In Europe, ETF issuer Ossiam, a subsidiary of Natixis Global
Asset Management, is building its ETF range around non-standard,
strategy-focused ETFs, and has now launched three funds that aim to
minimise fund volatility, the latest being listed on the London
Stock Exchange last week. Between them, Ossiamâs iStoxx Europe
Minimum Variance (LSE:EUMV), US Minimum Variance (
USMV
) and FTSE 100 Minimum Variance (LSE:UKMV) ETFs have around â¬200
million under management, representing 80 percent of the firmâs
total assets.
Thereâs a fundamental difference in construction between
minimum variance and low-volatility indices, if not, apparently, in
the end-results. A minimum variance portfolio is arrived at by a
mathematical optimisation, using historical volatilities and
correlations between stocks as the inputs. As pure optimisations
can lead to imbalanced portfolios, constraints for individual stock
and sector weightings and for a minimum number of holdings are
often set as well.
As constraints for the FTSE 100 minimum variance ETF, for
example, Ossiam and the index provider set a 4.5 percent maximum
stock weighting and a 20 percent maximum sector weighting, with 50
shares as the minimum number of holdings.
Low-volatility portfolios are simpler in make-up, typically
ranking stocks by their historical volatilities and then weighting
them by the inverse of the volatility figure, with the least
volatile stocks receiving the highest weightings.

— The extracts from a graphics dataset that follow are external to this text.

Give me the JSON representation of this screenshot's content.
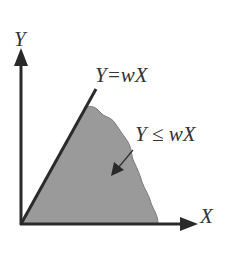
{
  "diagram": {
    "axes": {
      "y_label": "Y",
      "x_label": "X"
    },
    "line": {
      "label": "Y=wX"
    },
    "region": {
      "label": "Y ≤ wX"
    },
    "colors": {
      "axis": "#2a2a2a",
      "shade_fill": "#9a9a9a",
      "shade_edge": "#6e6e6e",
      "text": "#333333"
    }
  }
}
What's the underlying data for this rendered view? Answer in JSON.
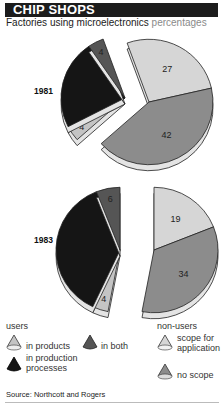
{
  "header": {
    "title": "CHIP SHOPS",
    "subtitle": "Factories using microelectronics",
    "unit": "percentages"
  },
  "colors": {
    "in_products": "#c4c4c4",
    "in_both": "#555555",
    "in_production_processes": "#151515",
    "scope_for_application": "#d6d6d6",
    "no_scope": "#8c8c8c",
    "title_bg": "#1c1c1c"
  },
  "legend": {
    "users_heading": "users",
    "nonusers_heading": "non-users",
    "in_products": "in products",
    "in_both": "in both",
    "in_production_processes": "in production processes",
    "scope_for_application": "scope for application",
    "no_scope": "no scope"
  },
  "source": "Source: Northcott and Rogers",
  "chart_data": [
    {
      "type": "pie",
      "title": "1981",
      "categories": [
        "in products",
        "in both",
        "in production processes",
        "scope for application",
        "no scope"
      ],
      "groups": [
        "users",
        "users",
        "users",
        "non-users",
        "non-users"
      ],
      "values": [
        4,
        4,
        23,
        27,
        42
      ],
      "labels_shown": [
        "4",
        "4",
        "",
        "27",
        "42"
      ]
    },
    {
      "type": "pie",
      "title": "1983",
      "categories": [
        "in products",
        "in both",
        "in production processes",
        "scope for application",
        "no scope"
      ],
      "groups": [
        "users",
        "users",
        "users",
        "non-users",
        "non-users"
      ],
      "values": [
        4,
        6,
        37,
        19,
        34
      ],
      "labels_shown": [
        "4",
        "6",
        "",
        "19",
        "34"
      ]
    }
  ]
}
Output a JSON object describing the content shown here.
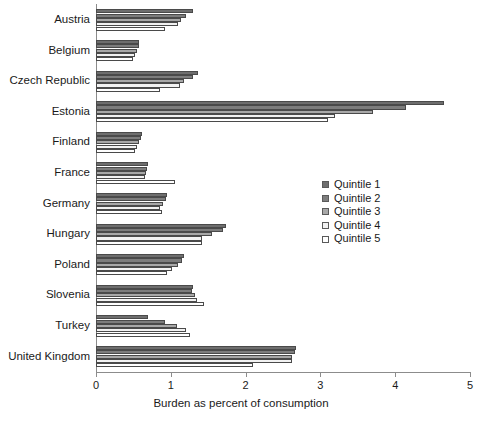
{
  "chart_data": {
    "type": "bar",
    "orientation": "horizontal",
    "title": "",
    "xlabel": "Burden as percent of consumption",
    "ylabel": "",
    "xlim": [
      0,
      5
    ],
    "xticks": [
      "0",
      "1",
      "2",
      "3",
      "4",
      "5"
    ],
    "grid": false,
    "legend_position": "center-right",
    "categories": [
      "Austria",
      "Belgium",
      "Czech Republic",
      "Estonia",
      "Finland",
      "France",
      "Germany",
      "Hungary",
      "Poland",
      "Slovenia",
      "Turkey",
      "United Kingdom"
    ],
    "series": [
      {
        "name": "Quintile 1",
        "color": "#6e6e6e",
        "values": [
          1.3,
          0.57,
          1.36,
          4.65,
          0.62,
          0.7,
          0.95,
          1.74,
          1.17,
          1.3,
          0.7,
          2.68
        ]
      },
      {
        "name": "Quintile 2",
        "color": "#7d7d7d",
        "values": [
          1.2,
          0.57,
          1.3,
          4.15,
          0.6,
          0.68,
          0.94,
          1.7,
          1.15,
          1.28,
          0.92,
          2.66
        ]
      },
      {
        "name": "Quintile 3",
        "color": "#a8a8a8",
        "values": [
          1.13,
          0.55,
          1.18,
          3.7,
          0.58,
          0.67,
          0.9,
          1.55,
          1.1,
          1.32,
          1.08,
          2.62
        ]
      },
      {
        "name": "Quintile 4",
        "color": "#f2f2f2",
        "values": [
          1.1,
          0.52,
          1.12,
          3.2,
          0.55,
          0.66,
          0.86,
          1.42,
          1.02,
          1.35,
          1.2,
          2.62
        ]
      },
      {
        "name": "Quintile 5",
        "color": "#ffffff",
        "values": [
          0.92,
          0.5,
          0.85,
          3.1,
          0.52,
          1.05,
          0.88,
          1.42,
          0.95,
          1.45,
          1.25,
          2.1
        ]
      }
    ]
  }
}
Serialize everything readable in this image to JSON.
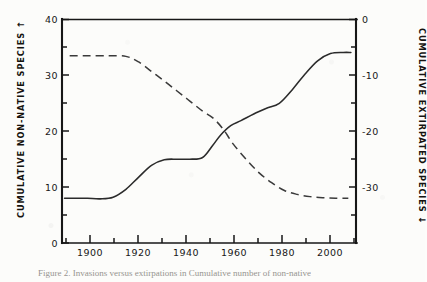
{
  "figure": {
    "caption": "Figure 2.  Invasions versus extirpations in Cumulative number of non-native",
    "caption_visible_note": "clipped-at-image-bottom"
  },
  "axes": {
    "left_title": "CUMULATIVE NON-NATIVE SPECIES",
    "left_arrow": "↑",
    "right_title": "CUMULATIVE EXTIRPATED SPECIES",
    "right_arrow": "↓",
    "left_ticks": [
      "0",
      "10",
      "20",
      "30",
      "40"
    ],
    "right_ticks": [
      "0",
      "-10",
      "-20",
      "-30"
    ],
    "x_ticks": [
      "1900",
      "1920",
      "1940",
      "1960",
      "1980",
      "2000"
    ]
  },
  "colors": {
    "ink": "#1a1a1a",
    "paper": "#fcfcfa",
    "curve": "#2b2b2b"
  },
  "chart_data": {
    "type": "line",
    "title": "",
    "xlabel": "",
    "ylabel": "CUMULATIVE NON-NATIVE SPECIES",
    "y2label": "CUMULATIVE EXTIRPATED SPECIES",
    "xlim": [
      1890,
      2005
    ],
    "ylim": [
      0,
      40
    ],
    "y2lim": [
      -40,
      0
    ],
    "grid": false,
    "legend": "none",
    "x_tick_values": [
      1900,
      1920,
      1940,
      1960,
      1980,
      2000
    ],
    "x_minor_tick_interval": 10,
    "left_tick_values": [
      0,
      10,
      20,
      30,
      40
    ],
    "left_minor_tick_interval": 5,
    "right_tick_values": [
      0,
      -10,
      -20,
      -30
    ],
    "right_minor_tick_interval": 5,
    "series": [
      {
        "name": "Cumulative non-native species",
        "style": "solid",
        "axis": "left",
        "x": [
          1891,
          1896,
          1900,
          1905,
          1910,
          1915,
          1920,
          1925,
          1930,
          1935,
          1940,
          1945,
          1949,
          1952,
          1956,
          1960,
          1965,
          1970,
          1975,
          1980,
          1985,
          1990,
          1995,
          2000,
          2003
        ],
        "values": [
          8.0,
          8.0,
          8.0,
          7.9,
          8.2,
          9.6,
          11.8,
          13.9,
          14.9,
          15.0,
          15.0,
          15.3,
          17.5,
          19.3,
          21.0,
          21.9,
          23.1,
          24.1,
          25.0,
          27.4,
          30.2,
          32.6,
          33.9,
          34.1,
          34.1
        ]
      },
      {
        "name": "Cumulative extirpated species",
        "style": "dashed",
        "axis": "right",
        "x": [
          1893,
          1900,
          1908,
          1915,
          1920,
          1925,
          1930,
          1935,
          1940,
          1945,
          1949,
          1953,
          1957,
          1962,
          1967,
          1972,
          1977,
          1982,
          1987,
          1992,
          1997,
          2002
        ],
        "values": [
          -6.5,
          -6.5,
          -6.5,
          -6.6,
          -7.6,
          -9.3,
          -11.0,
          -12.8,
          -14.6,
          -16.4,
          -17.6,
          -19.6,
          -22.3,
          -25.0,
          -27.4,
          -29.2,
          -30.6,
          -31.3,
          -31.7,
          -31.9,
          -32.0,
          -32.0
        ]
      }
    ],
    "annotations": [
      {
        "text": "curves cross",
        "x": 1949,
        "left_value": 17.5,
        "right_value": -17.6
      }
    ]
  }
}
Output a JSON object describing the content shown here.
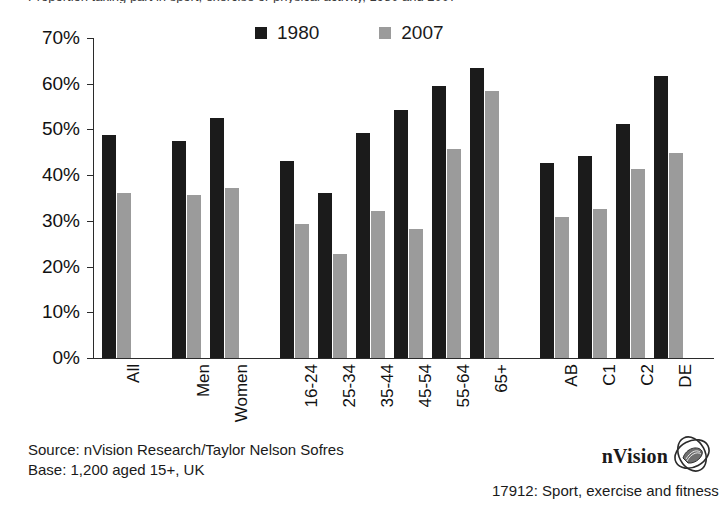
{
  "title_sliver": "Proportion taking part in sport, exercise or physical activity, 1980 and 2007",
  "legend": {
    "series": [
      {
        "name": "1980",
        "color": "#1b1b1b",
        "swatch_icon": "legend-swatch-square"
      },
      {
        "name": "2007",
        "color": "#9b9b9b",
        "swatch_icon": "legend-swatch-square"
      }
    ]
  },
  "axis": {
    "y_ticks": [
      "0%",
      "10%",
      "20%",
      "30%",
      "40%",
      "50%",
      "60%",
      "70%"
    ]
  },
  "footer": {
    "source": "Source: nVision Research/Taylor Nelson Sofres",
    "base": "Base: 1,200 aged 15+, UK"
  },
  "brand": {
    "name": "nVision",
    "logo_icon": "nvision-ellipse-logo",
    "caption": "17912: Sport, exercise and fitness"
  },
  "chart_data": {
    "type": "bar",
    "title": "Proportion taking part in sport, exercise or physical activity, 1980 and 2007",
    "xlabel": "",
    "ylabel": "",
    "ylim": [
      0,
      70
    ],
    "y_tick_step": 10,
    "y_unit": "%",
    "grid": false,
    "legend_position": "top-center",
    "categories": [
      "All",
      "Men",
      "Women",
      "16-24",
      "25-34",
      "35-44",
      "45-54",
      "55-64",
      "65+",
      "AB",
      "C1",
      "C2",
      "DE"
    ],
    "group_breaks_after": [
      "All",
      "Women",
      "65+"
    ],
    "series": [
      {
        "name": "1980",
        "color": "#1b1b1b",
        "values": [
          48.8,
          47.4,
          52.5,
          43.2,
          36.2,
          49.3,
          54.3,
          59.4,
          63.4,
          42.7,
          44.3,
          51.1,
          61.8
        ]
      },
      {
        "name": "2007",
        "color": "#9b9b9b",
        "values": [
          36.1,
          35.7,
          37.1,
          29.3,
          22.7,
          32.1,
          28.2,
          45.8,
          58.5,
          30.9,
          32.5,
          41.4,
          44.8
        ]
      }
    ]
  }
}
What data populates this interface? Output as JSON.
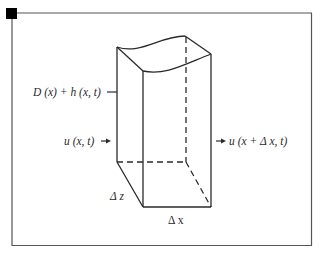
{
  "figure": {
    "type": "control-volume-sketch",
    "labels": {
      "depth": "D (x) + h (x, t)",
      "inflow": "u (x, t)",
      "outflow": "u (x + Δ x, t)",
      "dz": "Δ z",
      "dx": "Δ x"
    },
    "colors": {
      "line": "#2a2a2a",
      "frame": "#555555",
      "corner_marker": "#000000",
      "background": "#ffffff"
    }
  }
}
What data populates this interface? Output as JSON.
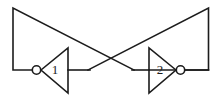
{
  "figure": {
    "name": "cross-coupled-inverter-latch",
    "title": "Cross-coupled inverter pair (bistable latch)",
    "background_color": "#ffffff",
    "line_color": "#1c1c1c",
    "width": 222,
    "height": 98
  },
  "gates": [
    {
      "id": "gate-1",
      "label": "1",
      "type": "inverter",
      "orientation": "pointing-left",
      "bubble_side": "left",
      "label_x": 55,
      "label_y": 70,
      "triangle_points": "41,70 68,48 68,93",
      "bubble_cx": 36.5,
      "bubble_cy": 70,
      "bubble_r": 4.2
    },
    {
      "id": "gate-2",
      "label": "2",
      "type": "inverter",
      "orientation": "pointing-right",
      "bubble_side": "right",
      "label_x": 160,
      "label_y": 70,
      "triangle_points": "176,70 149,48 149,93",
      "bubble_cx": 180.5,
      "bubble_cy": 70,
      "bubble_r": 4.2
    }
  ],
  "wires": [
    {
      "id": "wire-gate1-input-feedback",
      "description": "From gate 1 input bubble left, up the left rail, then diagonally down-right to gate 2 output node",
      "path": "M 32.3,70 L 13,70 L 13,8 L 134,70"
    },
    {
      "id": "wire-gate2-input-feedback",
      "description": "From gate 2 input base left, then diagonally up-right along the right rail down to gate 1 output node",
      "path": "M 149,70 L 208.5,70 L 208.5,8 L 88,70"
    },
    {
      "id": "wire-gate1-output",
      "description": "Gate 1 output stub running right from the triangle base",
      "path": "M 68,70 L 90,70"
    },
    {
      "id": "wire-gate2-output",
      "description": "Gate 2 output stub running right from the bubble to the right rail",
      "path": "M 184.7,70 L 208.5,70"
    },
    {
      "id": "wire-gate2-input-stub",
      "description": "Short stub entering gate 2 triangle base from the left",
      "path": "M 132,70 L 149,70"
    }
  ],
  "nodes": [
    {
      "id": "crossing-point",
      "x": 111,
      "y": 46,
      "description": "Diagonal feedback wires cross here"
    },
    {
      "id": "gate1-output-node",
      "x": 88,
      "y": 70,
      "description": "Gate 1 output / gate 2 input net"
    },
    {
      "id": "gate2-output-node",
      "x": 134,
      "y": 70,
      "description": "Gate 2 output / gate 1 input net"
    }
  ]
}
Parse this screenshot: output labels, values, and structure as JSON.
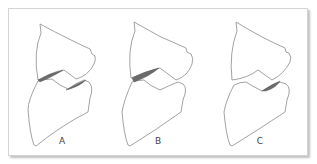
{
  "figure": {
    "colors": {
      "outline": "#8a8a8a",
      "contact_shading": "#6b6b6b",
      "frame_border": "#d4d4d4"
    },
    "panels": [
      {
        "label": "A",
        "contact_regions": [
          "left",
          "right"
        ]
      },
      {
        "label": "B",
        "contact_regions": [
          "left"
        ]
      },
      {
        "label": "C",
        "contact_regions": [
          "right"
        ]
      }
    ]
  }
}
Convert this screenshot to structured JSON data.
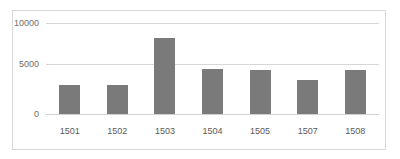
{
  "chart_data": {
    "type": "bar",
    "title": "",
    "subtitle": "",
    "xlabel": "",
    "ylabel": "",
    "categories": [
      "1501",
      "1502",
      "1503",
      "1504",
      "1505",
      "1507",
      "1508"
    ],
    "values": [
      3150,
      3200,
      8300,
      4900,
      4850,
      3700,
      4850
    ],
    "ylim": [
      0,
      10000
    ],
    "yticks": [
      "0",
      "5000",
      "10000"
    ],
    "ytick_values": [
      0,
      5000,
      10000
    ],
    "grid": true,
    "legend": "none",
    "legend_position": "none",
    "annotations": [],
    "series": [
      {
        "name": "",
        "values": [
          3150,
          3200,
          8300,
          4900,
          4850,
          3700,
          4850
        ]
      }
    ]
  },
  "style": {
    "bar_color": "#7a7a7a",
    "gridline_color": "#d6d6d6",
    "frame_color": "#d9d9d9",
    "tick_text_color": "#6e6e6e",
    "background": "#ffffff"
  }
}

According to Kang at Standard and Poorâs, who compared the
returns of his own firmâs S'P 500 low-volatility index and
MSCIâs optimised minimum volatility strategy over a 13-year
period, both arrived at a similar reduction in volatility from a
standard capitalisation-weighted approach, reducing this risk
measure by about 20-30 percent. Although optimised, minimum
variance approaches should in theory reduce risk by more than
non-optimised strategies, the practical constraints applied to such
funds may dampen the reduction, says Kang.
Thereâs an overlap between low-risk index approaches and other
non-capitalisation-weighted strategy indices, for example
value-weighted portfolios or the fundamental equity indices
popularised by Research Affiliates, Alex Matturri, head of S'Pâs
index business, told IndexUniverse.eu. All these index methods
often end up selecting similar stocks, usually those with higher
dividend payouts, which produce a less volatile return stream to
end investors, Matturri clarified. Thereâs increasing interest in
replicating such market âfactorsâ via systematic, index-based
approaches, added Matturri, whose firm is building up its research
efforts in this area.
With 2012 off to a flying start for equity marketsâthe Stoxx
Europe 600 basic resources supersector index is already up 18
percent in Januaryâmany investors appear to be banking on the
idea that this year will be one for momentum-chasing. However, a
growing demand for strategy indices, including those promising low
volatility, suggests that a longer-term shift in investorsâ
portfolio allocations is also taking place.